Hammons’ tarp series dominated the bulk of the two gallery spaces and underscored the exhibition’s theme of art world criticism. Initially he painted abstract expression paintings in the likes of William de Kooning, whose work is of high value in the art market, and cloaked tarpaulin, brown paper, patchwork fabrics, and clear plastic wrap over the paintings. The covering materials are reminiscent of freight shipping materials, yet draped over the paintings like Grecian robes, allowing only slips of the paintings to show through. Often placed on the floor, they are intentionally presented as though the exhibition hanging is in process, questioning the authority of curation and “finished” presentation in these spaces.

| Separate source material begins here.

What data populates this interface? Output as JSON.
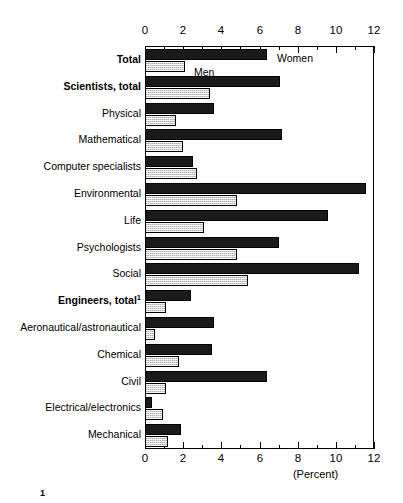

By including artworks by artists as versatile as Miles Davis, William de Kooning, and Agnes Martin, the exhibition challenges notions of authorship and authority in art. An expansive exquisite corpse created in collaboration with poet Ted Joans, includes contributions from artists, writers, musicians, and intellectuals from around the world, including William Burroughs, Ishmael Reed, and Paul Bowles. The exquisite corpse, a game invented by the surrealists in which each person adds to a drawing to create a collaborative work, underlies a desire for communal rather than ego-driven art.

HAMMO96197
David Hammons
Untitled
2017
Mixed media
© David Hammons
Courtesy the artist and Hauser & Wirth
Photo: Genevieve Hanson

“Harmolodic Thinker” is also a dialogue with Ornette Coleman, the free jazz musician and composer who passed away in 2015. Coleman’s jazz philosophies were somewhat unorthodox but influential, especially to David Hammons. The essay on Ornette Coleman from Hauser and Wirth states:

“‘Follow the idea, not the sound.’ This statement by Ornette Coleman is an inspiration for David Hammons who reflects, ‘I was impressed with that. Follow how my ideas are put together, as opposed to whether the rainbow appears or the rain comes. I use this logic a lot. It moves in the realm of poetry as opposed to the actuality that people are used to or expect.’”[1]

With this sentiment, Hammons’ work is best taken in without the expectation of a finite conclusion of what the work is meant to convey, as with jazz or poetry, his is an art form intended to open up new modes of thinking rather than express an ideology. Throughout his decades-long career, Hammons has made art out of the ephemeral— selling snowballs on the street, or urinating on Richard Serra’s work. While neither of these concepts could be replicated at Hauser and Wirth, a single bowl of water in the place of a melted snowball with a note from an art collector who declined purchasing one of Hammons’ snowballs on the basis of it being too expensive to maintain, implies a larger problem in the art world— that it is preoccupied with the idea that art is ultimately a commodifiable object.

HAMMO91584
David Hammons
Orange is the new black
2017
Mixed media
139.7 x 40.6 x 30.5 cm / 55 x 16 x 12 in
© David Hammons
Courtesy the artist and Hauser & Wirth
Photo: Genevieve Hanson

Speaking about his installation in Alexandria, Egypt, Hammons wrote in Artforum, “I was more interested in shifting the idea of how artists think about producing art. Artists are often more interested in the act itself. I choose artworks that are ephemeral because, well, life is that. It’s such a temporary journey.”[1]

With this idea I wonder why with visual art and prose, the intent is always a finished unchanging product, whereas with poetry or music, the creation process is inherently ephemeral, open to change, and performative. As opposed to performance, a gallery space has historically been a one-way interaction between a viewer and object, but “Harmolodic Thinker” encourages the visitor to transcend beyond these distinctions by doing the work for themselves, forming a meaning not based on what art experts would want you to think, but by inciting a response you might not know existed and giving you permission to access those feelings as you would in daily experience.